Rather than simply writing her grandmother off as a crazy Bible-beating freak, Aldarondo tells the story of how people can be blind to how they are damaging others, and asks viewers to examine their own blindness. She wants to tell the story of many gay men at the height of the AIDS crisis, whose God-fearing families swept into hospital rooms to cut lovers out of death notices and funerals, leaving a tide of shame, guilt and bitterness.

She has raised $27,000 on Kickstarter last December, and has more than 60 hours of footage. They are now working with an award-winning editor with several feature documentaries under his belt to do editing, color correction and sound. Aldarondo hopes to raise a total of $75,000 to complete post-production and get a rough cut of the movie.

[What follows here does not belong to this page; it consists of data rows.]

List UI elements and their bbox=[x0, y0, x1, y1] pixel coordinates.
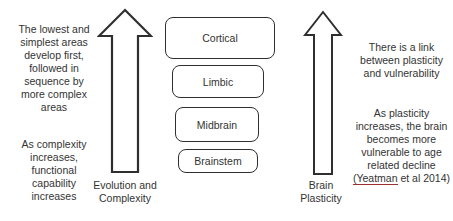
right-text-column: There is a link between plasticity and v… bbox=[350, 28, 453, 198]
box-limbic-label: Limbic bbox=[203, 76, 233, 88]
box-limbic: Limbic bbox=[172, 65, 264, 98]
right-paragraph-vulnerability: As plasticity increases, the brain becom… bbox=[350, 107, 453, 185]
up-arrow-plasticity-icon bbox=[303, 10, 343, 176]
right-paragraph-vulnerability-text: As plasticity increases, the brain becom… bbox=[356, 107, 448, 171]
box-cortical: Cortical bbox=[165, 17, 275, 59]
left-arrow-label: Evolution and Complexity bbox=[76, 179, 174, 205]
box-midbrain-label: Midbrain bbox=[197, 119, 237, 131]
box-cortical-label: Cortical bbox=[202, 32, 238, 44]
brain-development-diagram: The lowest and simplest areas develop fi… bbox=[0, 0, 453, 221]
right-paragraph-link: There is a link between plasticity and v… bbox=[350, 41, 453, 80]
citation-author-underlined: (Yeatman bbox=[353, 172, 398, 185]
right-arrow-label: Brain Plasticity bbox=[289, 179, 353, 205]
box-brainstem-label: Brainstem bbox=[194, 155, 241, 167]
box-brainstem: Brainstem bbox=[178, 149, 258, 173]
up-arrow-evolution-icon bbox=[97, 8, 153, 174]
citation-rest: et al 2014) bbox=[398, 172, 451, 184]
box-midbrain: Midbrain bbox=[175, 107, 259, 142]
left-paragraph-development-order: The lowest and simplest areas develop fi… bbox=[6, 23, 102, 114]
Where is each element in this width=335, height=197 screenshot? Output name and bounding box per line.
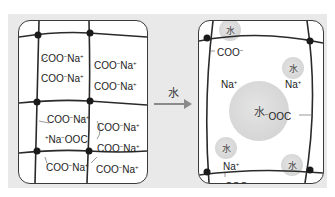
carboxylate-label: COO−Na+ [97,143,140,154]
carboxylate-label: COO−Na+ [94,81,137,92]
arrow-right-icon [184,99,192,109]
carboxylate-label: COO− [217,47,243,58]
carboxylate-label: COO−Na+ [47,114,90,125]
network-lines [199,21,323,183]
swollen-network-box: 水 水 水 水 水 COO− Na+ [198,20,324,184]
network-lines [19,21,147,183]
diagram-panel: COO−Na+ COO−Na+ COO−Na+ COO−Na+ COO−Na+ … [8,14,327,188]
carboxylate-label: COO−Na+ [97,122,140,133]
carboxylate-reverse-label: −OOC [265,111,291,122]
carboxylate-label: COO−Na+ [41,73,84,84]
carboxylate-label: COO− [225,181,251,184]
carboxylate-reverse-label: +Na−OOC [45,134,88,145]
hydration-arrow: 水 [154,78,194,118]
carboxylate-label: COO−Na+ [94,60,137,71]
carboxylate-label: COO−Na+ [46,162,89,173]
sodium-ion-label: Na+ [221,79,237,90]
dry-network-box: COO−Na+ COO−Na+ COO−Na+ COO−Na+ COO−Na+ … [18,20,148,184]
sodium-ion-label: Na+ [223,161,239,172]
arrow-shaft [154,103,186,105]
sodium-ion-label: Na+ [285,79,301,90]
carboxylate-label: COO−Na+ [96,164,139,175]
water-label: 水 [168,84,179,100]
carboxylate-label: COO−Na+ [41,53,84,64]
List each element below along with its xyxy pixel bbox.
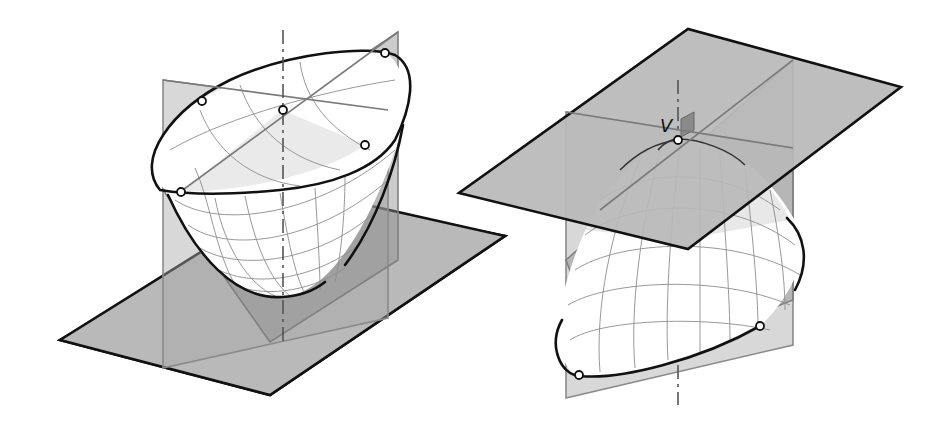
left-point-2 xyxy=(279,106,287,114)
right-vertex-point xyxy=(674,136,682,144)
vertex-label: V xyxy=(660,115,674,136)
right-point-2 xyxy=(756,322,764,330)
right-paraboloid-figure: V xyxy=(459,29,901,405)
left-point-4 xyxy=(361,141,369,149)
right-point-1 xyxy=(575,371,583,379)
diagram-canvas: V xyxy=(0,0,941,425)
left-point-5 xyxy=(177,188,185,196)
left-point-1 xyxy=(198,97,206,105)
left-paraboloid-figure xyxy=(60,30,505,395)
left-point-3 xyxy=(381,49,389,57)
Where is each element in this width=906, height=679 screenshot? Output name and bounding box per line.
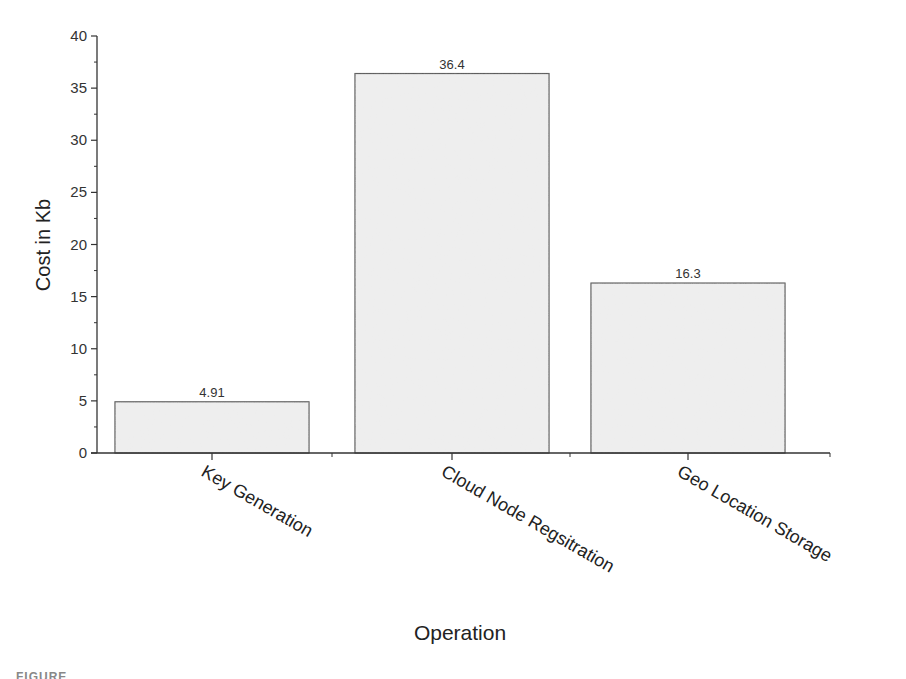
figure-caption-fragment: FIGURE [16, 670, 96, 679]
bar-texture [355, 74, 549, 453]
bar-texture [115, 402, 309, 453]
bar-chart: 4.91Key Generation36.4Cloud Node Regsitr… [0, 0, 906, 679]
data-label: 16.3 [675, 266, 700, 281]
y-tick-label: 0 [79, 444, 87, 461]
x-tick-label: Cloud Node Regsitration [438, 461, 618, 576]
y-tick-label: 30 [70, 131, 87, 148]
data-label: 4.91 [199, 385, 224, 400]
y-axis-title: Cost in Kb [32, 199, 54, 291]
bar-texture [591, 283, 785, 453]
y-tick-label: 15 [70, 288, 87, 305]
y-tick-label: 20 [70, 236, 87, 253]
y-tick-label: 5 [79, 392, 87, 409]
data-label: 36.4 [439, 57, 464, 72]
y-tick-label: 10 [70, 340, 87, 357]
y-tick-label: 35 [70, 79, 87, 96]
y-tick-label: 40 [70, 27, 87, 44]
x-tick-label: Key Generation [198, 461, 316, 541]
x-tick-label: Geo Location Storage [674, 461, 836, 566]
y-tick-label: 25 [70, 183, 87, 200]
x-axis-title: Operation [414, 621, 506, 644]
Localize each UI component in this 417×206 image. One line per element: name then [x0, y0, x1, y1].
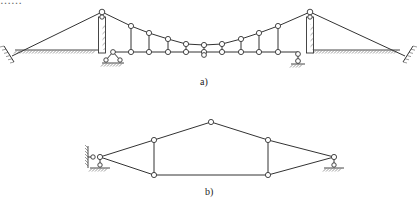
- support-node: [296, 52, 301, 57]
- ground-hatch: [71, 51, 74, 54]
- cable-node: [128, 23, 133, 28]
- structural-diagram: [0, 0, 417, 206]
- support-node: [104, 58, 108, 62]
- ground-hatch: [101, 64, 104, 67]
- diagram-a: [0, 9, 417, 67]
- ground-hatch: [388, 51, 391, 54]
- ground-hatch: [104, 169, 107, 172]
- ground-hatch: [92, 169, 95, 172]
- ground-hatch: [26, 51, 29, 54]
- ground-hatch: [98, 169, 101, 172]
- ground-hatch: [322, 51, 325, 54]
- left-backstay: [12, 12, 102, 56]
- ground-hatch: [80, 51, 83, 54]
- ground-hatch: [337, 51, 340, 54]
- support-node: [91, 155, 95, 159]
- cable-node: [275, 23, 280, 28]
- anchor-hatch: [405, 59, 409, 60]
- ground-hatch: [83, 51, 86, 54]
- anchor-hatch: [403, 62, 407, 63]
- ground-hatch: [338, 169, 341, 172]
- ground-hatch: [358, 51, 361, 54]
- deck-middle-node: [202, 53, 207, 58]
- ground-hatch: [382, 51, 385, 54]
- ground-hatch: [326, 169, 329, 172]
- anchor-hatch: [407, 56, 411, 57]
- right-tower-hatch: [311, 24, 314, 50]
- ground-hatch: [116, 64, 119, 67]
- diagram-b: [85, 119, 344, 177]
- upper-chord: [211, 122, 268, 140]
- ground-hatch: [323, 169, 326, 172]
- cable-node: [219, 41, 224, 46]
- ground-hatch: [361, 51, 364, 54]
- anchor-hatch: [2, 49, 6, 50]
- cable-node: [238, 36, 243, 41]
- lower-chord: [100, 157, 154, 175]
- anchor-hatch: [10, 62, 14, 63]
- ground-hatch: [335, 169, 338, 172]
- upper-chord: [268, 140, 334, 157]
- upper-chord: [154, 122, 211, 140]
- ground-hatch: [32, 51, 35, 54]
- deck-node: [183, 49, 188, 54]
- ground-hatch: [110, 64, 113, 67]
- anchor-hatch: [4, 52, 8, 53]
- ground-hatch: [316, 51, 319, 54]
- ground-hatch: [101, 169, 104, 172]
- ground-hatch: [319, 51, 322, 54]
- node-upper-right: [265, 137, 270, 142]
- cable-node: [165, 36, 170, 41]
- node-right-support: [331, 154, 336, 159]
- anchor-hatch: [8, 59, 12, 60]
- ground-hatch: [328, 51, 331, 54]
- ground-hatch: [44, 51, 47, 54]
- ground-hatch: [290, 65, 293, 68]
- ground-hatch: [47, 51, 50, 54]
- ground-hatch: [352, 51, 355, 54]
- right-tower-top-node: [307, 9, 313, 15]
- node-upper-left: [151, 137, 156, 142]
- ground-hatch: [332, 169, 335, 172]
- ground-hatch: [293, 65, 296, 68]
- ground-hatch: [364, 51, 367, 54]
- ground-hatch: [329, 169, 332, 172]
- ground-hatch: [373, 51, 376, 54]
- deck-node: [238, 49, 243, 54]
- ground-hatch: [38, 51, 41, 54]
- ground-hatch: [367, 51, 370, 54]
- cable-node: [183, 41, 188, 46]
- ground-hatch: [349, 51, 352, 54]
- support-node: [98, 163, 102, 167]
- ground-hatch: [376, 51, 379, 54]
- ground-hatch: [325, 51, 328, 54]
- ground-hatch: [104, 64, 107, 67]
- anchor-hatch: [409, 52, 413, 53]
- ground-hatch: [65, 51, 68, 54]
- ground-hatch: [355, 51, 358, 54]
- ground-hatch: [346, 51, 349, 54]
- ground-hatch: [53, 51, 56, 54]
- ground-hatch: [107, 64, 110, 67]
- upper-chord: [100, 140, 154, 157]
- ground-hatch: [119, 64, 122, 67]
- ground-hatch: [68, 51, 71, 54]
- ground-hatch: [41, 51, 44, 54]
- anchor-hatch: [6, 56, 10, 57]
- main-cable-segment: [102, 12, 131, 26]
- node-lower-right: [265, 172, 270, 177]
- ground-hatch: [296, 65, 299, 68]
- deck-node: [219, 49, 224, 54]
- ground-hatch: [74, 51, 77, 54]
- cable-node: [146, 30, 151, 35]
- deck-node: [256, 49, 261, 54]
- ground-hatch: [89, 169, 92, 172]
- cable-node: [256, 30, 261, 35]
- tower-bearing-node: [308, 15, 312, 19]
- ground-hatch: [385, 51, 388, 54]
- ground-hatch: [379, 51, 382, 54]
- ground-hatch: [113, 64, 116, 67]
- ground-hatch: [86, 51, 89, 54]
- label-a: a): [200, 76, 208, 87]
- left-tower-top-node: [99, 9, 105, 15]
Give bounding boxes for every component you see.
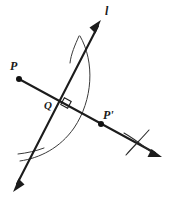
arc-cross-stroke-a-icon <box>124 133 150 151</box>
arc-cross-mark-right <box>124 130 150 155</box>
line-l <box>17 26 98 184</box>
label-point-q: Q <box>44 99 52 111</box>
point-p-dot <box>16 76 22 82</box>
geometry-canvas: P Q P' l <box>0 0 172 200</box>
line-l-arrow-bottom-icon <box>13 179 25 193</box>
label-line-l: l <box>105 4 109 18</box>
arc-tick-top-icon <box>70 36 79 63</box>
line-l-group <box>13 20 101 192</box>
geometry-diagram: P Q P' l <box>0 0 172 200</box>
line-l-arrow-top-icon <box>90 20 102 34</box>
segment-p-pprime-group <box>19 79 162 157</box>
label-point-p-prime: P' <box>103 108 114 122</box>
label-point-p: P <box>10 59 18 73</box>
arc-tick-bottom-left-icon <box>18 148 44 154</box>
arc-cross-stroke-b-icon <box>126 130 149 155</box>
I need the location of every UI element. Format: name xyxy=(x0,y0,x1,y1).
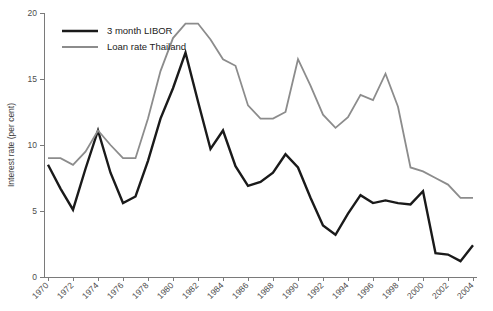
x-tick-label: 2004 xyxy=(455,280,476,301)
x-tick-label: 1994 xyxy=(330,280,351,301)
x-tick-label: 1980 xyxy=(155,280,176,301)
x-tick-label: 1988 xyxy=(255,280,276,301)
x-tick-label: 1990 xyxy=(280,280,301,301)
y-tick-label: 15 xyxy=(28,74,38,84)
x-tick-label: 1984 xyxy=(205,280,226,301)
x-tick-label: 2000 xyxy=(405,280,426,301)
y-axis: 05101520 xyxy=(28,8,44,282)
x-tick-label: 1978 xyxy=(130,280,151,301)
series-line-libor xyxy=(48,53,473,262)
x-tick-label: 1970 xyxy=(30,280,51,301)
legend-item-label: 3 month LIBOR xyxy=(107,25,173,36)
x-tick-label: 1982 xyxy=(180,280,201,301)
y-tick-label: 5 xyxy=(32,206,37,216)
y-tick-label: 10 xyxy=(28,140,38,150)
x-tick-label: 1996 xyxy=(355,280,376,301)
y-axis-title: Interest rate (per cent) xyxy=(6,103,16,187)
x-tick-label: 1986 xyxy=(230,280,251,301)
y-tick-label: 20 xyxy=(28,8,38,18)
interest-rate-line-chart: 05101520 1970197219741976197819801982198… xyxy=(0,0,493,311)
x-axis: 1970197219741976197819801982198419861988… xyxy=(30,277,477,301)
chart-plot-area: 05101520 1970197219741976197819801982198… xyxy=(0,0,493,311)
x-tick-label: 2002 xyxy=(430,280,451,301)
x-tick-label: 1972 xyxy=(55,280,76,301)
y-tick-label: 0 xyxy=(32,272,37,282)
x-tick-label: 1974 xyxy=(80,280,101,301)
x-tick-label: 1998 xyxy=(380,280,401,301)
series-lines xyxy=(48,24,473,262)
legend-item-label: Loan rate Thailand xyxy=(107,41,186,52)
x-tick-label: 1992 xyxy=(305,280,326,301)
x-tick-label: 1976 xyxy=(105,280,126,301)
chart-legend: 3 month LIBORLoan rate Thailand xyxy=(62,25,186,52)
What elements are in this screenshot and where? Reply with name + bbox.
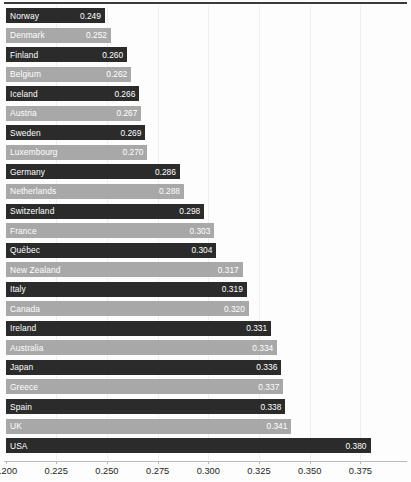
bar[interactable]: Canada0.320 [6, 301, 249, 316]
bar-category-label: Sweden [10, 129, 41, 137]
bar-row[interactable]: Greece0.337 [0, 379, 411, 394]
bar-value-label: 0.319 [222, 285, 243, 293]
bar-category-label: New Zealand [10, 265, 60, 273]
bar-value-label: 0.338 [260, 402, 281, 410]
x-axis-tick-label: 0.250 [95, 466, 118, 476]
bar-value-label: 0.286 [155, 168, 176, 176]
bar[interactable]: Greece0.337 [6, 379, 283, 394]
bar-row[interactable]: Netherlands0.288 [0, 184, 411, 199]
bar[interactable]: Finland0.260 [6, 47, 127, 62]
bar-category-label: Luxembourg [10, 148, 58, 156]
bar[interactable]: Spain0.338 [6, 399, 285, 414]
bar-row[interactable]: Japan0.336 [0, 360, 411, 375]
bar-category-label: Austria [10, 109, 37, 117]
x-axis-tick [360, 461, 361, 464]
bar-value-label: 0.266 [114, 89, 135, 97]
bar[interactable]: Ireland0.331 [6, 321, 271, 336]
x-axis-tick-label: 0.375 [349, 466, 372, 476]
bar-value-label: 0.334 [252, 344, 273, 352]
bar-row[interactable]: Finland0.260 [0, 47, 411, 62]
bar-series: Norway0.249Denmark0.252Finland0.260Belgi… [0, 5, 411, 460]
bar-value-label: 0.260 [102, 50, 123, 58]
bar-row[interactable]: Québec0.304 [0, 243, 411, 258]
x-axis-tick-label: 0.200 [0, 466, 17, 476]
bar-row[interactable]: Luxembourg0.270 [0, 145, 411, 160]
bar[interactable]: Sweden0.269 [6, 125, 145, 140]
bar-category-label: Japan [10, 363, 33, 371]
bar-value-label: 0.341 [266, 422, 287, 430]
x-axis-tick [259, 461, 260, 464]
bar[interactable]: Iceland0.266 [6, 86, 139, 101]
bar[interactable]: Luxembourg0.270 [6, 145, 147, 160]
bar-row[interactable]: Spain0.338 [0, 399, 411, 414]
bar-value-label: 0.270 [122, 148, 143, 156]
bar-row[interactable]: Germany0.286 [0, 164, 411, 179]
bar[interactable]: USA0.380 [6, 438, 371, 453]
bar-row[interactable]: USA0.380 [0, 438, 411, 453]
chart-top-rule [4, 2, 407, 4]
bar-value-label: 0.320 [224, 305, 245, 313]
bar-category-label: Greece [10, 383, 38, 391]
bar[interactable]: Italy0.319 [6, 282, 247, 297]
bar-category-label: Denmark [10, 31, 45, 39]
bar-row[interactable]: Australia0.334 [0, 340, 411, 355]
bar[interactable]: UK0.341 [6, 419, 291, 434]
bar-value-label: 0.252 [86, 31, 107, 39]
bar-category-label: Canada [10, 305, 40, 313]
bar-row[interactable]: Canada0.320 [0, 301, 411, 316]
bar-value-label: 0.249 [80, 11, 101, 19]
bar-value-label: 0.303 [189, 226, 210, 234]
bar-category-label: Italy [10, 285, 26, 293]
bar-row[interactable]: Sweden0.269 [0, 125, 411, 140]
x-axis-tick [107, 461, 108, 464]
bar-category-label: Netherlands [10, 187, 56, 195]
bar-category-label: France [10, 226, 37, 234]
bar[interactable]: Belgium0.262 [6, 67, 131, 82]
bar[interactable]: Québec0.304 [6, 243, 216, 258]
bar-value-label: 0.267 [116, 109, 137, 117]
bar[interactable]: Japan0.336 [6, 360, 281, 375]
bar-row[interactable]: Iceland0.266 [0, 86, 411, 101]
bar[interactable]: Austria0.267 [6, 106, 141, 121]
x-axis-tick-label: 0.225 [45, 466, 68, 476]
bar-category-label: Iceland [10, 89, 38, 97]
x-axis-tick [56, 461, 57, 464]
bar-row[interactable]: Denmark0.252 [0, 28, 411, 43]
x-axis-tick-label: 0.325 [247, 466, 270, 476]
bar-value-label: 0.337 [258, 383, 279, 391]
bar-category-label: Finland [10, 50, 38, 58]
bar-row[interactable]: France0.303 [0, 223, 411, 238]
bar-row[interactable]: Belgium0.262 [0, 67, 411, 82]
bar[interactable]: Switzerland0.298 [6, 204, 204, 219]
bar-row[interactable]: Italy0.319 [0, 282, 411, 297]
bar-value-label: 0.288 [159, 187, 180, 195]
bar-row[interactable]: Norway0.249 [0, 8, 411, 23]
bar-value-label: 0.336 [256, 363, 277, 371]
bar[interactable]: Norway0.249 [6, 8, 105, 23]
bar[interactable]: New Zealand0.317 [6, 262, 243, 277]
bar-category-label: Germany [10, 168, 45, 176]
bar-category-label: Ireland [10, 324, 36, 332]
x-axis-tick [158, 461, 159, 464]
bar-category-label: Australia [10, 344, 43, 352]
bar-row[interactable]: UK0.341 [0, 419, 411, 434]
bar[interactable]: Netherlands0.288 [6, 184, 184, 199]
bar-value-label: 0.380 [346, 441, 367, 449]
bar-category-label: Belgium [10, 70, 41, 78]
bar-value-label: 0.262 [106, 70, 127, 78]
bar[interactable]: Germany0.286 [6, 164, 180, 179]
bar-row[interactable]: New Zealand0.317 [0, 262, 411, 277]
x-axis-tick [208, 461, 209, 464]
bar-row[interactable]: Austria0.267 [0, 106, 411, 121]
bar-row[interactable]: Ireland0.331 [0, 321, 411, 336]
bar-category-label: Switzerland [10, 207, 54, 215]
bar-category-label: USA [10, 441, 28, 449]
bar[interactable]: France0.303 [6, 223, 214, 238]
bar-category-label: UK [10, 422, 22, 430]
bar-value-label: 0.269 [120, 129, 141, 137]
bar-row[interactable]: Switzerland0.298 [0, 204, 411, 219]
bar-value-label: 0.298 [179, 207, 200, 215]
bar[interactable]: Denmark0.252 [6, 28, 111, 43]
bar[interactable]: Australia0.334 [6, 340, 277, 355]
bar-value-label: 0.304 [191, 246, 212, 254]
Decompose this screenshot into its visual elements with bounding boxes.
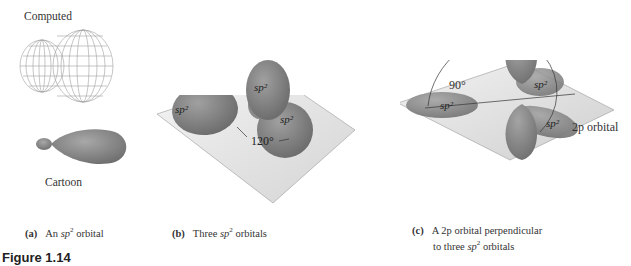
sp2-lobe-label-left: sp² — [175, 103, 189, 115]
svg-text:sp²: sp² — [440, 99, 454, 111]
caption-c-italic: sp — [467, 241, 476, 252]
caption-b-italic: sp — [220, 228, 229, 239]
caption-c: (c)A 2p orbital perpendicular to three s… — [412, 224, 542, 253]
computed-mesh-orbital — [15, 28, 115, 104]
caption-a-post: orbital — [74, 228, 104, 239]
svg-text:sp²: sp² — [534, 78, 548, 90]
p-orbital-label: 2p orbital — [572, 120, 618, 135]
caption-b-pre: Three — [193, 228, 220, 239]
computed-label: Computed — [24, 10, 72, 22]
caption-c-line1: A 2p orbital perpendicular — [432, 225, 543, 236]
svg-text:sp²: sp² — [546, 117, 560, 129]
caption-c-tag: (c) — [412, 225, 424, 236]
angle-120-label: 120° — [251, 134, 274, 148]
cartoon-label: Cartoon — [45, 176, 82, 188]
sp2-top-lobe: sp² — [240, 55, 300, 125]
caption-b-tag: (b) — [172, 228, 185, 239]
p-orbital-perpendicular-diagram: sp² sp² sp² — [400, 60, 631, 210]
caption-a: (a)An sp2 orbital — [25, 224, 104, 240]
svg-text:sp²: sp² — [254, 81, 268, 93]
caption-a-pre: An — [45, 228, 60, 239]
cartoon-orbital — [35, 124, 130, 170]
caption-c-post: orbitals — [480, 241, 514, 252]
caption-a-tag: (a) — [25, 228, 37, 239]
caption-c-line2-pre: to three — [433, 241, 467, 252]
figure-label: Figure 1.14 — [2, 250, 71, 265]
caption-b: (b)Three sp2 orbitals — [172, 224, 267, 240]
angle-90-label: 90° — [449, 78, 466, 93]
caption-b-post: orbitals — [233, 228, 267, 239]
caption-a-italic: sp — [61, 228, 70, 239]
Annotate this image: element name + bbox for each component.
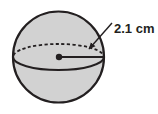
sphere-diagram-svg: 2.1 cm	[0, 0, 158, 114]
sphere-diagram: 2.1 cm	[0, 0, 158, 114]
radius-dimension-label: 2.1 cm	[114, 21, 154, 36]
center-dot	[56, 54, 62, 60]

"This is very much a grassroots project," she said. "I have a lot of ideas and energy, but I don't have industry connections. But I want to see this film make it to Sundance. It's got legs, it's just a matter now of spreading the word and getting the support I need to finish it."


by Winnie McCroy , EDGE Editor

Winnie McCroy is the Women on the EDGE Editor, HIV/Health Editor, and Assistant Entertainment Editor for EDGE Media Network, handling all women's news, HIV health stories and theater reviews throughout the U.S. She has contributed to other publications, including The Village Voice, Gay City News, Chelsea Now and The Advocate, and lives in Brooklyn, New York.